I'm sure he'll pop into this thread sooner or later...
 

Arrgh! Mark!

First Post
I've been tossing up running a starcraft game with T20 for ages.

There isn't an issue with having different races. You just need to understand that Zerg are aliens and unless they are like Kerrigan or Duran are entirely unplayable. Protoss are either unplayable or at least a +5 EL creatures.

The issue is what problems could the PC's solve, basically. So I had a thought; you could set it at seperate times.

Part 1. Prior to the Mar Sara colony problem, PC's are traders on the outskirts of space who come across a black ops research vessel, half destroyed.

GM brings in the different human factions and lets the PC's know something weird was being researched. Investigation/diplomacy/maybe a bit of combat.

Part 2. Early human campaign. PC's are involved with the first few outbreaks of Zerg, becoming more and more wanted by the confederacy as they try to, for instance, save people that are doomed to being eaten by the Zerg. PC's sneak around, avoiding blockades, being captured, investigating what the confederacy is up to and so on.

Part 3. PC's find out about Earth agents, and track them back, perhaps being instrumental in the Brood Wars human bit.

Part 4. PC's work for Raynor, doing odds and ends.

Part 5. PC's break with Mengsk and find information and send it to raynor.

Part 6. PC's become Raynors agents, but are driven off by the Zerg through the Brood Wars. They move with the Protoss and Raynor, perhaps as agents investigating signs, places, and so on of the Xel'Naga.


This follows the campaigns but allows them basically not to get caught up in serious warfare; small skirmish stuff and generally investigating how evil the humans are. It works as a campaign better that way; more roleplaying opportunity.
 

hong

WotC's bitch
Hm, if I was playing a Starcraft RPG, I'd want to BE Raynor (or the equivalent), not work for him.
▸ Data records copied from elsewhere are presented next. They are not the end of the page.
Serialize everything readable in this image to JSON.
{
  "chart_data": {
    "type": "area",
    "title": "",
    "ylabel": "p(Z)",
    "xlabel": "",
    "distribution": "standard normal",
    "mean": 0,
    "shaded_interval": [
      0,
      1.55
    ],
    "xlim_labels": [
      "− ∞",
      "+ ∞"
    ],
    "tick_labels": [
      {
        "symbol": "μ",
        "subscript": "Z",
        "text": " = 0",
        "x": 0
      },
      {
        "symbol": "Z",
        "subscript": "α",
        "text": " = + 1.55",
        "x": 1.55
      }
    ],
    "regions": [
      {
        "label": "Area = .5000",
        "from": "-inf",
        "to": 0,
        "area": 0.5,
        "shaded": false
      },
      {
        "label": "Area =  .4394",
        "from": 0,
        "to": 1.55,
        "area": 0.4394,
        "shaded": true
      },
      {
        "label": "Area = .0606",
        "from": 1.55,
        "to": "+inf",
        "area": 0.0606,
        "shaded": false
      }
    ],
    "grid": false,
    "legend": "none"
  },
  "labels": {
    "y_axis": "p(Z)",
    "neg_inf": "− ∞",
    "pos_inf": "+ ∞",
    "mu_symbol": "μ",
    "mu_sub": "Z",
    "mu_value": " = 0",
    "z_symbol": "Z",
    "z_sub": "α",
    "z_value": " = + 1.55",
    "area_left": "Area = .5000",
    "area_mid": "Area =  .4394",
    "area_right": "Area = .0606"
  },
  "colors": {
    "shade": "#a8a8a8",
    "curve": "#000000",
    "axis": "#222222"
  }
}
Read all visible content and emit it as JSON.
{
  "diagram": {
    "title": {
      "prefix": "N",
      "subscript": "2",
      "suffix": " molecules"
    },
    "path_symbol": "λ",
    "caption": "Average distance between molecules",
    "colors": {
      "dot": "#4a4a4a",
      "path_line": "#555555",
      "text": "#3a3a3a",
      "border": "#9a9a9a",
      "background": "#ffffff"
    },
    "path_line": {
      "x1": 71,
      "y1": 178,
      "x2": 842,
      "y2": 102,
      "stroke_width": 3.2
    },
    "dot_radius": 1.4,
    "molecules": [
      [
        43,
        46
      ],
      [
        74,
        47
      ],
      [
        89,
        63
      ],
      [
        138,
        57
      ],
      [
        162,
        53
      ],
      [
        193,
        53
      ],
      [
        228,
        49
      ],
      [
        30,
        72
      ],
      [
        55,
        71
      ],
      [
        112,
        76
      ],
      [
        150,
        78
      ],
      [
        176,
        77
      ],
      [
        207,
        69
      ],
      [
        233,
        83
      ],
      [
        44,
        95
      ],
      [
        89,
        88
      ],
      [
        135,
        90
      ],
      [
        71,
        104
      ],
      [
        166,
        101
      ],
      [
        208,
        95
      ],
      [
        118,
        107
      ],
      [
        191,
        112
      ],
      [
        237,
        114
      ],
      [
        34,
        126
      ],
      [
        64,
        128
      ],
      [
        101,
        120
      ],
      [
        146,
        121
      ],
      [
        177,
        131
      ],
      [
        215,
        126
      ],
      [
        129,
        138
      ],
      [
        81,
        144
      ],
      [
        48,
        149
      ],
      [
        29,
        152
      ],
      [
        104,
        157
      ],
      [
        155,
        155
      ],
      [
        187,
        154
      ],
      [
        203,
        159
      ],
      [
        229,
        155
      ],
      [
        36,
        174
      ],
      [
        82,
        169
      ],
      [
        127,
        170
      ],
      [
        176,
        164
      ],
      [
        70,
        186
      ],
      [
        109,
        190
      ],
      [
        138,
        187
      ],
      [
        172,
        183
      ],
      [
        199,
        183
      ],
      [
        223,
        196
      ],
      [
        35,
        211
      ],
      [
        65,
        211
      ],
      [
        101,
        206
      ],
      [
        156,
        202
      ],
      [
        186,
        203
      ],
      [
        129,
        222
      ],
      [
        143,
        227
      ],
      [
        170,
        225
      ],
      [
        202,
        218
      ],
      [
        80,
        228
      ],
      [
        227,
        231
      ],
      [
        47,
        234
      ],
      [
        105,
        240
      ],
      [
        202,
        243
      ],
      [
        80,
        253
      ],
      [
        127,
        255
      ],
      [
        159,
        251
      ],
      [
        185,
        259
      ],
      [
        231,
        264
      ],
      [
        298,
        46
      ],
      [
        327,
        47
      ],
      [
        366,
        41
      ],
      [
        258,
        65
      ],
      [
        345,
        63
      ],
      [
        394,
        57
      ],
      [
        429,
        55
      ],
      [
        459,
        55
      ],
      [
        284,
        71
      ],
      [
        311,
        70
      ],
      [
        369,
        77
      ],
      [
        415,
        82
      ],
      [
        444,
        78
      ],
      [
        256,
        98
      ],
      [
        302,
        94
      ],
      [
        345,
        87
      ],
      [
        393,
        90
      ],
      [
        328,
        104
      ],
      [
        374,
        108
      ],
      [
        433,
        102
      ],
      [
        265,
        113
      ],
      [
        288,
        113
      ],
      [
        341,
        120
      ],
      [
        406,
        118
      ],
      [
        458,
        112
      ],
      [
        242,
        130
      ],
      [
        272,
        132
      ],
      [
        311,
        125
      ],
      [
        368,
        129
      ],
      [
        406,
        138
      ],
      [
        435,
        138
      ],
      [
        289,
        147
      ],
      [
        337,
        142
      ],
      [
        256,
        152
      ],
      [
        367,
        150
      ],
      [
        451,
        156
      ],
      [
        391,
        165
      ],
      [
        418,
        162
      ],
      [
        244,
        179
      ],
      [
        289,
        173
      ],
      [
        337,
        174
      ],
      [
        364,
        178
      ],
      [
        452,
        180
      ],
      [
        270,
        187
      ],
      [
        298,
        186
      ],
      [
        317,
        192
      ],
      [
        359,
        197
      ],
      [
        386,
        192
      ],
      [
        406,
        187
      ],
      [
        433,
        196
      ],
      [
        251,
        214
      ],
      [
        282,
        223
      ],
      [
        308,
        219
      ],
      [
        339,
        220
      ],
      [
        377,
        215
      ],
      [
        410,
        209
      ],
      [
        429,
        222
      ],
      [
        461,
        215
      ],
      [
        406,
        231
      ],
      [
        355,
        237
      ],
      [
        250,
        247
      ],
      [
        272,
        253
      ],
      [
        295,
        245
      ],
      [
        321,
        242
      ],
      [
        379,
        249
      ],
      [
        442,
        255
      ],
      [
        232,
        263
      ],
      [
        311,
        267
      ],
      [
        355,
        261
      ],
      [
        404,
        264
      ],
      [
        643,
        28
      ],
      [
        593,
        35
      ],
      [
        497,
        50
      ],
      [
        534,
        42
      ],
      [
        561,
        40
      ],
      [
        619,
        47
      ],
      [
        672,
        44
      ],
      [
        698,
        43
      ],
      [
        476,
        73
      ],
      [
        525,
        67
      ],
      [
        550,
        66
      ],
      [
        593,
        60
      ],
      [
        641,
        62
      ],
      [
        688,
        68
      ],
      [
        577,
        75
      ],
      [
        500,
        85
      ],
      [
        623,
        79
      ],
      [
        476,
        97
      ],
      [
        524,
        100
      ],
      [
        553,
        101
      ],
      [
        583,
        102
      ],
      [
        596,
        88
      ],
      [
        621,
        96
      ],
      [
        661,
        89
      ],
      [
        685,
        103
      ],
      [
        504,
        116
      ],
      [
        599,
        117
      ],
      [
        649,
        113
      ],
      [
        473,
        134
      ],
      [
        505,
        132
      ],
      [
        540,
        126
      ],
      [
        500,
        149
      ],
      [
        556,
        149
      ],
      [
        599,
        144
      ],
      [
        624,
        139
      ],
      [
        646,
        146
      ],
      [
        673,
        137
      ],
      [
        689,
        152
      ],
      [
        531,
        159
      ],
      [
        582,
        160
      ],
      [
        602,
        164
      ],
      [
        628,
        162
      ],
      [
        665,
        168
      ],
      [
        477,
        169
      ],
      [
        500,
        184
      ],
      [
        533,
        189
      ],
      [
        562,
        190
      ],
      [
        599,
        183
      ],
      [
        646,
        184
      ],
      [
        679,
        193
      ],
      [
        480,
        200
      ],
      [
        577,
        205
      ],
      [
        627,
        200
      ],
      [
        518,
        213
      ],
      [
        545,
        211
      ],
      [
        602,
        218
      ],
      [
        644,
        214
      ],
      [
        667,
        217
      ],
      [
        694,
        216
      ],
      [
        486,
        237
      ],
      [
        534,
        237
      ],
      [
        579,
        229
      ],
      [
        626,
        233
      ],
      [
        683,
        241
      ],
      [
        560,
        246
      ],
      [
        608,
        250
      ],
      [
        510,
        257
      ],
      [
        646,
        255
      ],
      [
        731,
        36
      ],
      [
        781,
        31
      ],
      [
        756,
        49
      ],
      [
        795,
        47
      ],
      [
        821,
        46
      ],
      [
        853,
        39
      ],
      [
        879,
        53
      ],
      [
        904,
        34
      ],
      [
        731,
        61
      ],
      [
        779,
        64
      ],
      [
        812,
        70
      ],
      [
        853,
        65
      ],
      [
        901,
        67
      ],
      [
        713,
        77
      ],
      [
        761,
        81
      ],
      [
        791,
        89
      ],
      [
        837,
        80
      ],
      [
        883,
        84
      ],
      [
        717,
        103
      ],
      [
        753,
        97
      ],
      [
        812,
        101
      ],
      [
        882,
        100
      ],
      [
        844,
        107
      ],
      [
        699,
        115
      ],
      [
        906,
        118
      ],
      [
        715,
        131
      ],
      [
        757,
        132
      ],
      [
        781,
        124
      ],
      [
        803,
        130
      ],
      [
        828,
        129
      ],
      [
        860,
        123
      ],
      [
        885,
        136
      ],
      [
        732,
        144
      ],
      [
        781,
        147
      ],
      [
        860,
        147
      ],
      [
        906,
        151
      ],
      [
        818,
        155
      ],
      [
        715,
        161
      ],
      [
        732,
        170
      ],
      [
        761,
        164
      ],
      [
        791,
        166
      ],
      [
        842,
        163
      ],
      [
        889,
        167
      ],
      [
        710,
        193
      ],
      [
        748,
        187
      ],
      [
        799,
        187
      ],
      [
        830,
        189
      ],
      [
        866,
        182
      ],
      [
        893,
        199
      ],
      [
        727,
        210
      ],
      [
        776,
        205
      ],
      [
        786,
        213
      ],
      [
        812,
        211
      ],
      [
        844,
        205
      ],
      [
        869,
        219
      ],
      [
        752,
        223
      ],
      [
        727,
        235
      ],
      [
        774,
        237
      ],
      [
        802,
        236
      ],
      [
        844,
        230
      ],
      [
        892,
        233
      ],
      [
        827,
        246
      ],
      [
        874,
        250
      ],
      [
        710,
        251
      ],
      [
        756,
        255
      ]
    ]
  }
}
Which reminds me of some of the old Star Wars d20 ads. They would have a screencap from one of the movies, with an arrow pointing to a random extra on the side and a caption "What's his story?" Like, I don't CARE about a random extra. I want to be the guy in the MIDDLE of the screen, with the lightsaber or the Millennium Falcon's keys.
 

Whizbang Dustyboots

Gnometown Hero
Those were Star Wars Galaxies ads, and you correctly identified why it was a disaster. (Other than, you know, giant planets devoid of content, bizarre required player interaction and game balanced apparently set up by someone who had never played a game in their life.) You couldn't be a jedi, but boy, could you be a moisture farmer!